The former US president was denounced in full-page adverts in the New York Times. Brandeis University, an institution with strong Jewish ties, said it would only let the former US president speak on the campus if Dershowitz appeared alongside him. Carter refused and the university backed down.

All that the fury seems to have done is keep Palestine: peace not apartheid on the bestseller lists and widen its audience. What Carter understands is that it is pro-Israel to point out that its interests are not best served by leaders who make claims to want peace while fabricating reasons not to negotiate as a cover for creeping colonisation and ever-greater subjugation.

As for apartheid, Carter points out that the book's title refers to Palestine, not to Israel. He means not that Israel is an apartheid state, but that it is entrenching an apartheid system in the occupied territories. And he sees the vast West Bank barrier - a wall when it runs through Jerusalem - as the latest tool in imposing what looks increasingly like the old South African bantustan homelands.

"Utilising their political and military dominance, they [Israeli leaders] are imposing a system of partial withdrawal, encapsulation and apartheid on the Muslim and Christian citizens of the occupied territories," he writes.

Perhaps Carter's book will finally open up the debate that needs to be had in the US about Israel. If for nothing else, it is worth reading for an insight into what Americans rarely hear.

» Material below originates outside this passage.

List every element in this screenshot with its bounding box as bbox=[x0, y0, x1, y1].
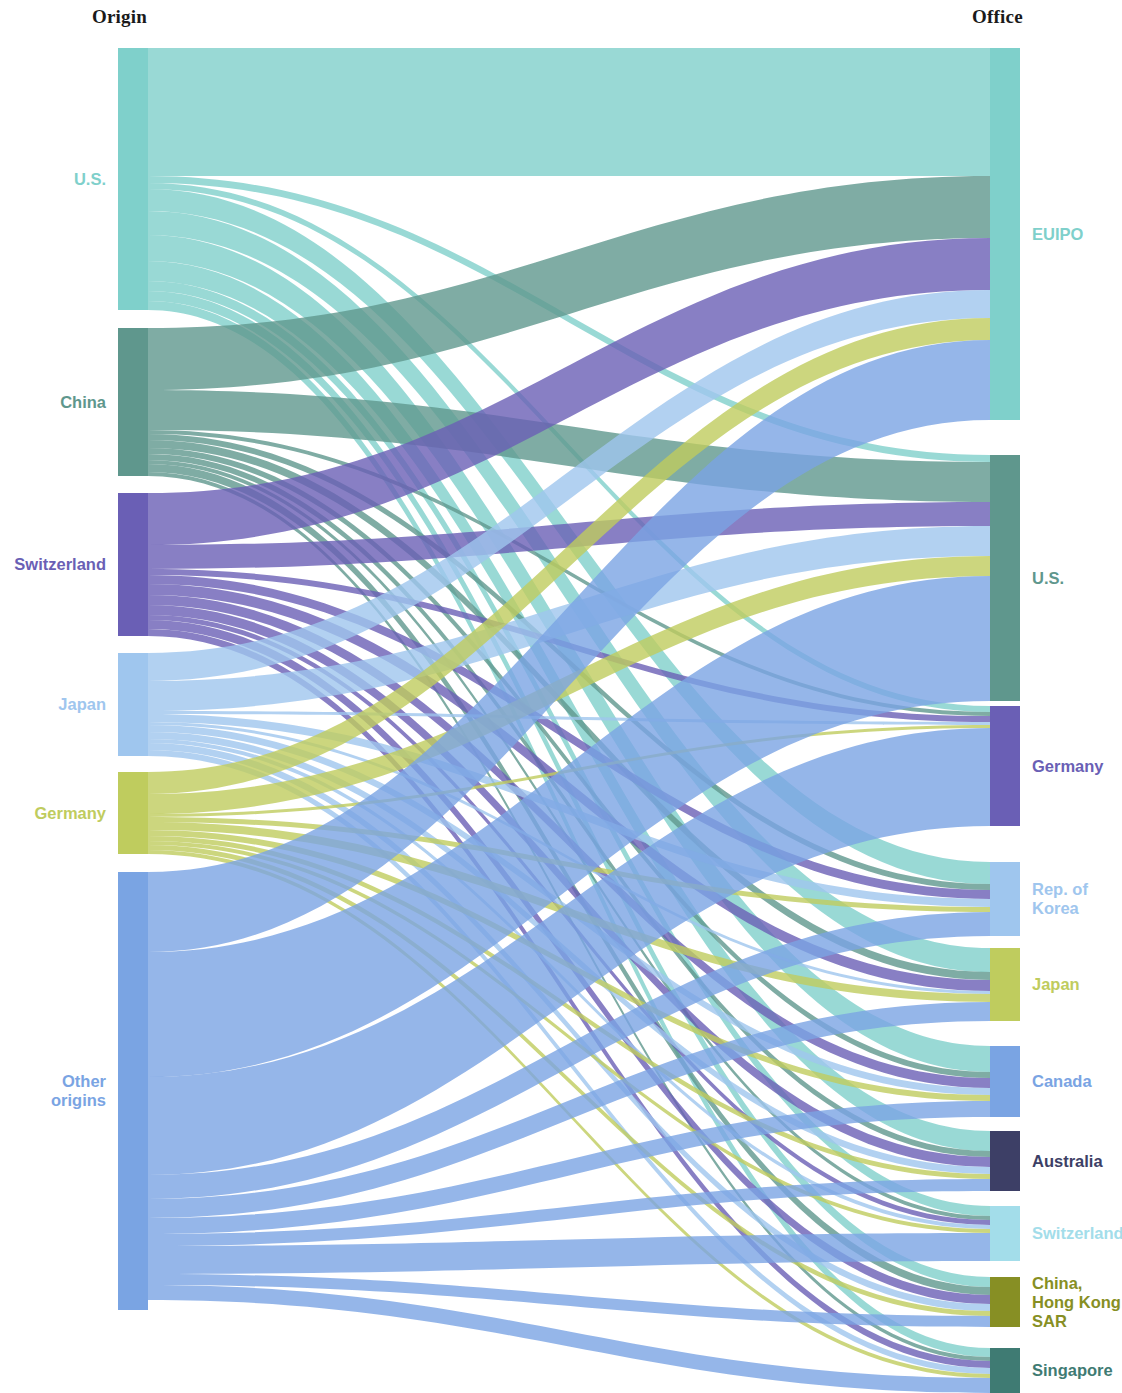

Chris McGreal is a former Israel correspondent for the Guardian

Post this article to

  • Digg
  • del.icio.us
  • newsvine
  • NowPublic
  • Reddit

4 comments from readers

bataween
16 March 2007 at 14:50

McGreal's distorted review is based on Carter's distorted view of history. Not once is the word 'terrorism' mentioned (AKA as jihad). If it won't set the conflict in context this review and this book will remain worthless

mitchy
19 March 2007 at 13:51

Sounds like a biased and subjective assessment, bataween. Carter is to be applauded for highlighting these uncomfortable truths, not vilified. If the word terrorist is to be applied to jihadis as you state, then it should equally be applied to the acts of state terrorism perpetrated by the Israeli government. And you can call me an anti-semite if you like, I just dont like to see other countries being occupied by force and their people subjugated and brutalised, whoever they might be.

Natan Amir
20 March 2007 at 09:36

Carter is not giving enough room, for the right of Israelis to live in peace. As one can see from the Unified Government of Hamas, the right to kill Jews in Israel does still exist. Natamir

nfriedman7@comcast.net
26 March 2007 at 16:11

as a self loathing jew,i can identify with the wild accusations by my fellow jews,directed at former pres. carter..

carters's crime,he questioned the sincerity of israeli policy towards the palestinans.......punishment, branded for life ,you guessed it......the world's worst anti-semite...self destructive jews know their enemies

Post your comment

Please note: you will need to login or register before your comment is displayed on the website

We want to encourage people to comment on our content and to exchange views with other readers and hope this will be done on a courteous basis. However, if you encounter posts which are offensive please let us know by emailing comments@newstatesman.co.uk and we will take swift action where necessary.

Read More

Vote!

Does Hillary Clinton deserve to be secretary of state?